▶ Data shown
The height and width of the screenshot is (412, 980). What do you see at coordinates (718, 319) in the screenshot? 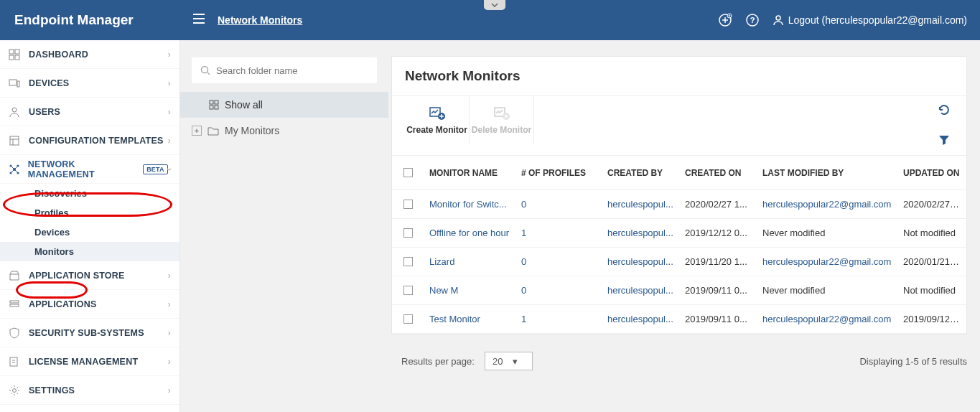
I see `created-on: 2019/09/11 0...` at bounding box center [718, 319].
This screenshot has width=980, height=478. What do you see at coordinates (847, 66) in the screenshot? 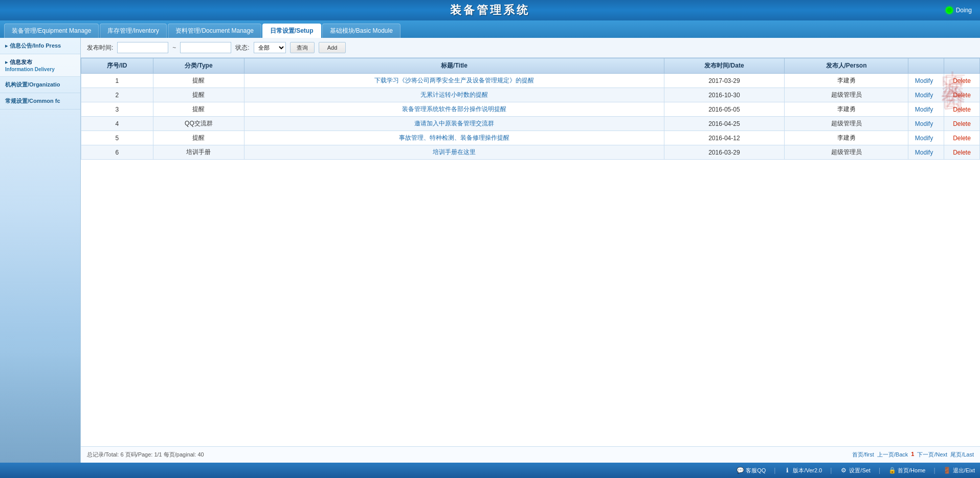
I see `col-person: 发布人/Person` at bounding box center [847, 66].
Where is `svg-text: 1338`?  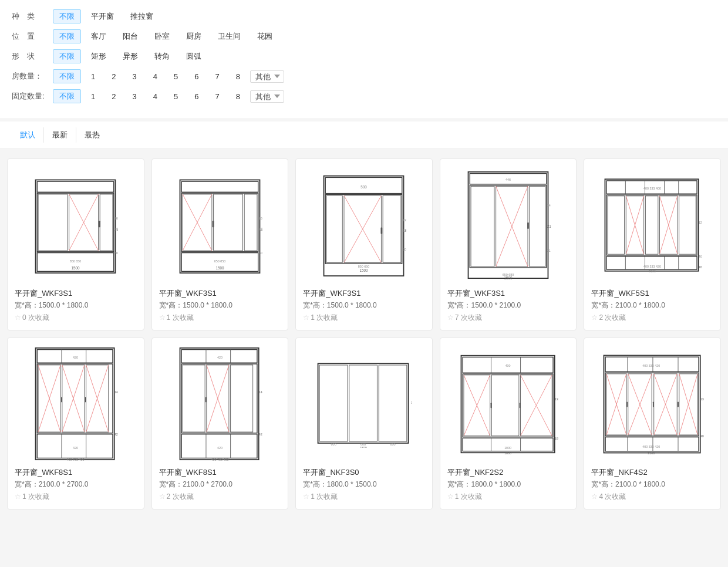
svg-text: 1338 is located at coordinates (556, 399).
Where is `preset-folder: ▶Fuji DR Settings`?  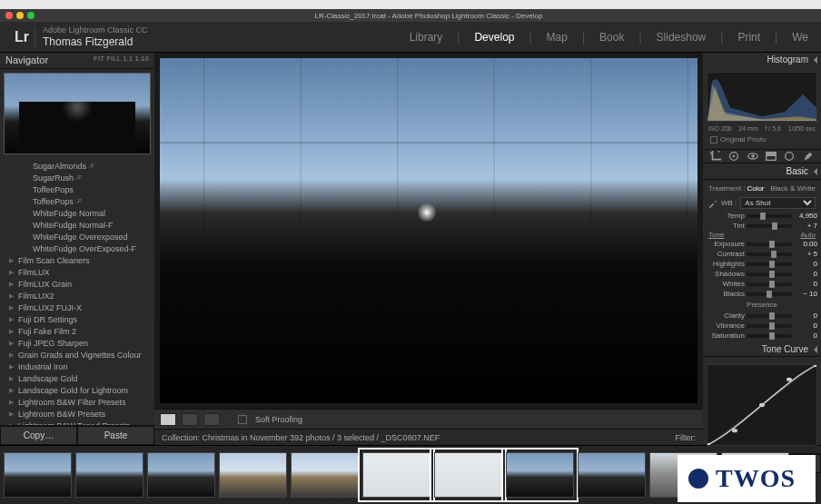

▶ Task brief
A word-for-word retyping of every record is required, without the pictures.

▶ Solved problem
The height and width of the screenshot is (412, 980). What do you see at coordinates (718, 319) in the screenshot? 
I see `created-on: 2019/09/11 0...` at bounding box center [718, 319].
This screenshot has width=980, height=478. What do you see at coordinates (847, 66) in the screenshot? 
I see `col-person: 发布人/Person` at bounding box center [847, 66].
Where is `svg-text: 1338`?  
svg-text: 1338 is located at coordinates (556, 399).
Where is `preset-folder: ▶Fuji DR Settings`?  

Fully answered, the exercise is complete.